The diagram below was created in NetDraw using the NetDraw menu commands File, Open, Ucinet dataset, Network; then in the ensuing "Open Data File" dialog, browse to the example file "CITIES.##h". A diagram will appear, but for the default assumption that the data are similarities. As inter-city distances are dissimilarity data, the diagram must be rescaled accordingly by selecting Layout, Scaling/Ordination, from the NetDraw menus, then checking the radio button indicating dissimilarity data.
After rescaling, a map-like network diagram is generated based not on map coordinates but simply from iteratively positioning the city nodes to reflect the paired dissimilarity measures (distances). The diagram employs double-headed arrows by default, but arrowheads could by suppressed by selecting Options, Display, and unchecking arrowheads. The statistical iteration process used is a type of multidimensional scaline, and, indeed, multidimensional scaling in this case could achieve the same results.
The network will be graphed automatically, though the researcher may wish to use Netdraw's Layout, Move/Rotate menu choice, which brings up the dialog shown below, to redraw the network in the desired orientation.
Under the Analysis menu choice, the researcher can color code isolates, components, blocks & cutpoints (shown in the diagram above), K-cores, or subgroups. Various statistical output may also be selected, discussed further below.
In this example there are 10 blocks. The Network, Regions, Bi-component menu choice in UCINET yields a list of blocks:
BI-CONNECTED COMPONENTS (BLOCKS) --------------------------------------------------- Input dataset: networkgroup Dataset symmetrized via maximum method. 10 blocks found. BLOCKS: Block 1: Jane Macy Block 2: Jane Brett Block 3: Jane Sam Block 4: Pete Lynn Block 5: Joe Pete Block 6: Grace Larry Block 7: Grace Marcia Block 8: Grace Greg Block 9: Joe Grace Block 10: Jane John Joe ---------------------------------------------------
K-cores identify clique-like structures, though these are not necessarily cohesive subsets.

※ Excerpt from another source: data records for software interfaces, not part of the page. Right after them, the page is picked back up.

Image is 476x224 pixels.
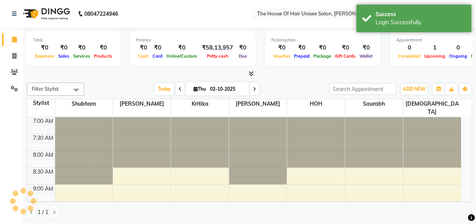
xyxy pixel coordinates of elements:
[272,37,375,43] div: Redemption
[292,53,312,59] span: Prepaid
[151,53,165,59] span: Card
[292,43,312,52] div: ₹0
[330,83,397,95] input: Search Appointment
[397,53,423,59] span: Completed
[237,53,249,59] span: Due
[287,99,345,109] span: HOH
[92,53,114,59] span: Products
[272,53,292,59] span: Voucher
[31,117,55,125] div: 7:00 AM
[165,43,199,52] div: ₹0
[376,18,466,26] div: Login Successfully.
[33,37,114,43] div: Total
[33,43,56,52] div: ₹0
[71,53,92,59] span: Services
[423,53,448,59] span: Upcoming
[32,86,59,92] span: Filter Stylist
[333,43,358,52] div: ₹0
[55,99,113,109] span: Shubham
[401,84,428,94] button: ADD NEW
[20,3,72,25] img: logo
[136,37,250,43] div: Finance
[358,43,375,52] div: ₹0
[136,43,151,52] div: ₹0
[312,53,333,59] span: Package
[165,53,199,59] span: Online/Custom
[71,43,92,52] div: ₹0
[155,83,174,95] span: Today
[27,99,55,107] div: Stylist
[397,43,423,52] div: 0
[84,3,118,25] b: 08047224946
[136,53,151,59] span: Cash
[31,134,55,142] div: 7:30 AM
[448,53,470,59] span: Ongoing
[151,43,165,52] div: ₹0
[229,99,287,109] span: [PERSON_NAME]
[92,43,114,52] div: ₹0
[312,43,333,52] div: ₹0
[56,53,71,59] span: Sales
[171,99,229,109] span: Kritika
[403,86,426,92] span: ADD NEW
[376,10,466,18] div: Success
[192,86,208,92] span: Thu
[31,151,55,159] div: 8:00 AM
[448,43,470,52] div: 0
[31,185,55,193] div: 9:00 AM
[236,43,250,52] div: ₹0
[333,53,358,59] span: Gift Cards
[33,53,56,59] span: Expenses
[208,83,246,95] input: 2025-10-02
[31,168,55,176] div: 8:30 AM
[113,99,171,109] span: [PERSON_NAME]
[358,53,375,59] span: Wallet
[38,208,48,216] span: 1 / 1
[346,99,403,109] span: Saurabh
[56,43,71,52] div: ₹0
[205,53,231,59] span: Petty cash
[423,43,448,52] div: 1
[272,43,292,52] div: ₹0
[199,43,236,52] div: ₹58,13,957
[404,99,462,117] span: [DEMOGRAPHIC_DATA]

Alice has 0 relations with anyone else and has a K-core value of 0. Jane, Joe, and John each have relations with two others in this core group and have a K-core value of 2. All others have a K-core value of 1.

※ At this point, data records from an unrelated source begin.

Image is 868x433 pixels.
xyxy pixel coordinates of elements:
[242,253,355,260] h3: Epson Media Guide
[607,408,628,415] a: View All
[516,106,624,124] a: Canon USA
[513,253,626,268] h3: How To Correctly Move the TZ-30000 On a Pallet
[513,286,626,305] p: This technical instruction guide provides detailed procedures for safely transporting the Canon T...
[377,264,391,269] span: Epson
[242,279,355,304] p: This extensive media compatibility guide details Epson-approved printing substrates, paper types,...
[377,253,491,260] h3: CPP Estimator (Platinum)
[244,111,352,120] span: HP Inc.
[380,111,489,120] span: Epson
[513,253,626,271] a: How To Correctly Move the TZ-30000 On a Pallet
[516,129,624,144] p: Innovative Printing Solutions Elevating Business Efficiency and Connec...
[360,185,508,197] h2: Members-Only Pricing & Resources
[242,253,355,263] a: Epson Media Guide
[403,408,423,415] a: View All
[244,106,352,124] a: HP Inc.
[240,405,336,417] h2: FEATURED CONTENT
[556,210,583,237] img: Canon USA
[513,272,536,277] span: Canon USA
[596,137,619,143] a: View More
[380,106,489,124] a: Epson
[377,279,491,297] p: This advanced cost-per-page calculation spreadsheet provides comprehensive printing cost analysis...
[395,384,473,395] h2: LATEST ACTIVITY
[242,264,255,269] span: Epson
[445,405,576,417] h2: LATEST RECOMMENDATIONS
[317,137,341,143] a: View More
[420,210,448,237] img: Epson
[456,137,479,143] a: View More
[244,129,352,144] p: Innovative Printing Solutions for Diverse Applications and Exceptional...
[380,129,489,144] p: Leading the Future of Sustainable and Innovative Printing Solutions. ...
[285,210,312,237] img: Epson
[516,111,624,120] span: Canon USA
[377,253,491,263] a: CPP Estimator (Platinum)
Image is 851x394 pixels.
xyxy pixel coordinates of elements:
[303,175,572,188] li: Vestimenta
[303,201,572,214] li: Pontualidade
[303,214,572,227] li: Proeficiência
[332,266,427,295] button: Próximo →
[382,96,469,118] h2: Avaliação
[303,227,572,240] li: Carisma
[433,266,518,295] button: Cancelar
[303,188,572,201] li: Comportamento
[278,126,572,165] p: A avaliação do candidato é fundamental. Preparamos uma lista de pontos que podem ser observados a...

CLIQUES --------------------------------------------------------- Minimum Set Size: 2 Input dataset: networkgroup NOTE: Directed graph. You may prefer to symmetrize first. 6 cliques found. 1: Jane Macy 2: Jane John 3: Jane Joe 4: Joe Pete 5: Grace Marcia 6: Grace Greg ---------------------------------------------------------
An alternative to Newman-Girvan is the Analysis, Subgroups, Factions choice. Faction analysis attempts to create the researcher-specified number of clusters such that within-cluster notes are more tightly connected to each other than to nodes in other factions. Using a different algorithm, factions often yields similar results. It too computes a goodness of fit measure. The diagram below shows the example network partitioned into four factions.
Other Analysis, Subgroups choices in NetDraw are the hierarchical clustering (see the separate Statnotes section on hierarchical clustering) and block-based approaches.
See related discussion of centrality measures earlier in this section. The coefficients below are generated when a directed graph is specified. For non-directed graphs, a simple coefficient without "In" and "Out" variants is computed.
A public administration example is Kapucu, Naim (2003).Coordinating without hierarchy: Public-nonprofit partnerships. International Association of Schools and Institutes of Administration, Conference on Public Administration: Challenges of Inequality and Exclusion, Miami (USA), 14-18 September 2003.